Jason Guriel: Do you read much contemporary poetry these days? Who are some of your favourite younger poets?
Molly Peacock: I do, indeed. Here’s a random list of some younger or emerging poets who always interest me: from the U.S.: Rebecca Wolff, Amber Flora Thomas, Jonathan Weinert, Alessandra Lynch, Richard Newman, Andrea Carter Brown, and Amy Clark. In Canada: Sonnet L’Abbe, Jake Mooney, George Murray, Lara Bozabalian — and Jason Guriel, of course!
But there’s a generation of very established poets younger than myself I read with great pleasure. A. E. Stallings (U.S.) and Sue Goyette, Stephanie Bolster, and Carmine Starnino (Canada).
I still read my contemporaries with delight, Phillis Levin, Elizabeth Spires and Rachel Hadas in the U.S., and A.F. Moritz, Lorna Crozier and Ricardo Sternberg in Canada. And my iconic living or just passed away elders: P.K. Page in Canada and Sharon Olds, Louise Glück and the sainted Richard Wilbur in the U.S.
JG: Your work often touches on feminist concerns. What do you think of some of the work of your contemporaries in this area?
MP: I love the work of Sharon Olds, Louise Glück (who would not consider her work feminist), and Lorna Crozier. It took tremendous energy for those poets to introduce a vibrant female sexuality into poetry. Olds’ or Crozier’s twentieth-century work — or mine — may come to look dated to other generations, but in their day it was explosive and exciting, and the biographer in me feels that future critics will recognize that. The generation of women poets writing now has grown up with these role models, but for me (who never once had a female professor and who had to plough though the tables of contents of anthologies for the women poets of the past), the work of those who are sister-companions in poetry was vastly important. It’s still a sexist world. Women need their role models. I hope I’ve become one of them.
JG: Despite the fact that it’s become less controversial to write in traditional forms, a majority of American and Canadian poets still write in free verse — or so it seems, based on what the magazines are publishing. You’ve written about your chaotic childhood, which seems in part to have inspired the impulse towards traditional form, towards ordering experience. What do you think continues to lead so many poets to free verse? The illusion that free verse is easy? The MFA programs? Something in the larger culture?

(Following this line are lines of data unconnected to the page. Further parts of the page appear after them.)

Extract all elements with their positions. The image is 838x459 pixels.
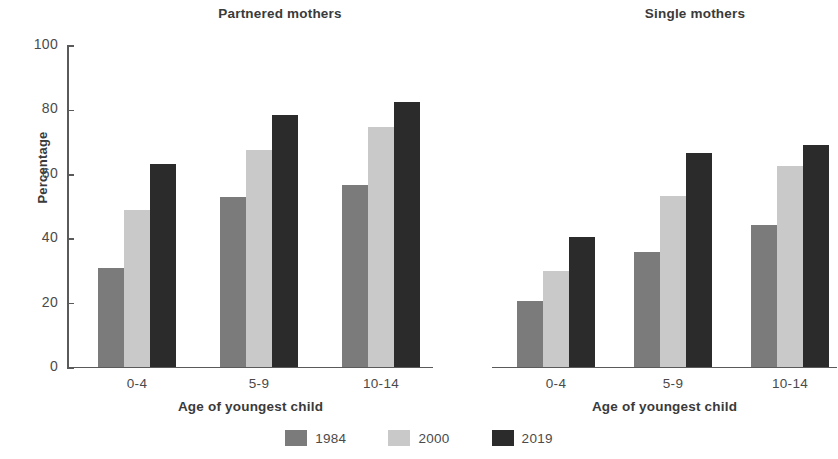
bar-2000-0-4 <box>124 210 150 366</box>
x-axis-tick-label: 0-4 <box>92 376 182 391</box>
legend-label: 2000 <box>418 431 449 446</box>
x-axis-tick-label: 10-14 <box>336 376 426 391</box>
y-axis-tick-label: 60 <box>12 165 58 181</box>
bar-1984-10-14 <box>751 225 777 366</box>
bar-1984-0-4 <box>98 268 124 366</box>
y-axis-tick-label: 20 <box>12 294 58 310</box>
y-axis-tick-label: 0 <box>12 358 58 374</box>
bar-2000-10-14 <box>777 166 803 367</box>
legend-item-1984: 1984 <box>285 430 346 446</box>
plot-area-single-mothers <box>492 46 837 368</box>
bar-2019-10-14 <box>803 145 829 367</box>
x-axis-title-right: Age of youngest child <box>492 399 837 414</box>
bar-group <box>634 46 712 367</box>
bar-2019-0-4 <box>569 237 595 367</box>
bar-2019-0-4 <box>150 164 176 367</box>
bar-2000-5-9 <box>660 196 686 367</box>
bar-2000-10-14 <box>368 127 394 367</box>
x-axis-line-right <box>492 367 837 369</box>
bar-group <box>220 46 298 367</box>
x-axis-tick-label: 5-9 <box>214 376 304 391</box>
x-axis-tick-label: 0-4 <box>511 376 601 391</box>
x-axis-title-left: Age of youngest child <box>68 399 433 414</box>
panel-title-partnered-mothers: Partnered mothers <box>125 6 435 21</box>
y-axis-tick-label: 80 <box>12 100 58 116</box>
legend-label: 2019 <box>522 431 553 446</box>
legend-swatch-icon <box>285 430 307 446</box>
bar-2000-0-4 <box>543 271 569 366</box>
plot-area-partnered-mothers <box>68 46 433 368</box>
bar-2019-5-9 <box>272 115 298 366</box>
bar-chart-figure: Partnered mothers Single mothers Percent… <box>0 0 838 459</box>
x-axis-tick-label: 10-14 <box>745 376 835 391</box>
bar-2000-5-9 <box>246 150 272 366</box>
bar-group <box>517 46 595 367</box>
bar-1984-0-4 <box>517 301 543 366</box>
bar-2019-10-14 <box>394 102 420 367</box>
x-axis-line-left <box>68 367 433 369</box>
y-axis-tick-label: 40 <box>12 229 58 245</box>
x-axis-tick-label: 5-9 <box>628 376 718 391</box>
legend-item-2019: 2019 <box>492 430 553 446</box>
y-axis-tick-label: 100 <box>12 36 58 52</box>
bar-group <box>751 46 829 367</box>
legend-swatch-icon <box>388 430 410 446</box>
bar-group <box>342 46 420 367</box>
chart-legend: 198420002019 <box>0 430 838 446</box>
legend-swatch-icon <box>492 430 514 446</box>
bar-group <box>98 46 176 367</box>
bar-1984-5-9 <box>220 197 246 366</box>
legend-item-2000: 2000 <box>388 430 449 446</box>
legend-label: 1984 <box>315 431 346 446</box>
bar-1984-10-14 <box>342 185 368 367</box>
panel-title-single-mothers: Single mothers <box>545 6 838 21</box>
bar-2019-5-9 <box>686 153 712 367</box>
bar-1984-5-9 <box>634 252 660 366</box>
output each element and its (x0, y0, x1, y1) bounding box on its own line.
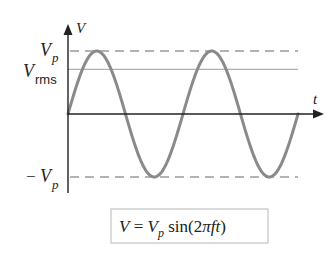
formula-vp-sub: p (157, 226, 164, 240)
time-axis-label: t (313, 91, 318, 107)
formula-open: (2 (188, 217, 202, 236)
formula-equals: = (129, 217, 147, 236)
formula-sin: sin (164, 217, 189, 236)
negative-peak-label: − V p (26, 166, 59, 192)
time-axis-arrow-icon (313, 110, 324, 119)
voltage-axis-label: V (76, 20, 87, 36)
peak-label: V p (40, 40, 59, 65)
formula-close: ) (220, 217, 226, 236)
sine-wave-diagram: V t V p V rms − V p V = Vp sin(2πft) (0, 0, 335, 265)
neg-peak-label-prefix: − (26, 167, 36, 186)
voltage-axis-arrow-icon (64, 24, 73, 35)
rms-label-sub: rms (35, 72, 57, 87)
peak-label-sub: p (51, 50, 59, 65)
neg-peak-label-sub: p (51, 177, 59, 192)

MP: A writer starting out has to see herself as new. Technique and traditional form feel old. I think it’s as simple as that. MFA programs are filled with a hunger for the new — and with the requirements of self-directed study. Think of the poor student with no background who has to bring his own syllabus and reading list to the meeting with the professor. What’s going to go on that list? Especially if the professor is trained only in the free verse of a mere generation before the student. It takes a certain confidence and oddball sense of detective work to unearth influences from the past. Dare to read Alexander Pope’s little poem “Epistle to Martha Blount,” I say. And dare to read Elizabeth Barrett Browning’s sonnet “Grief.”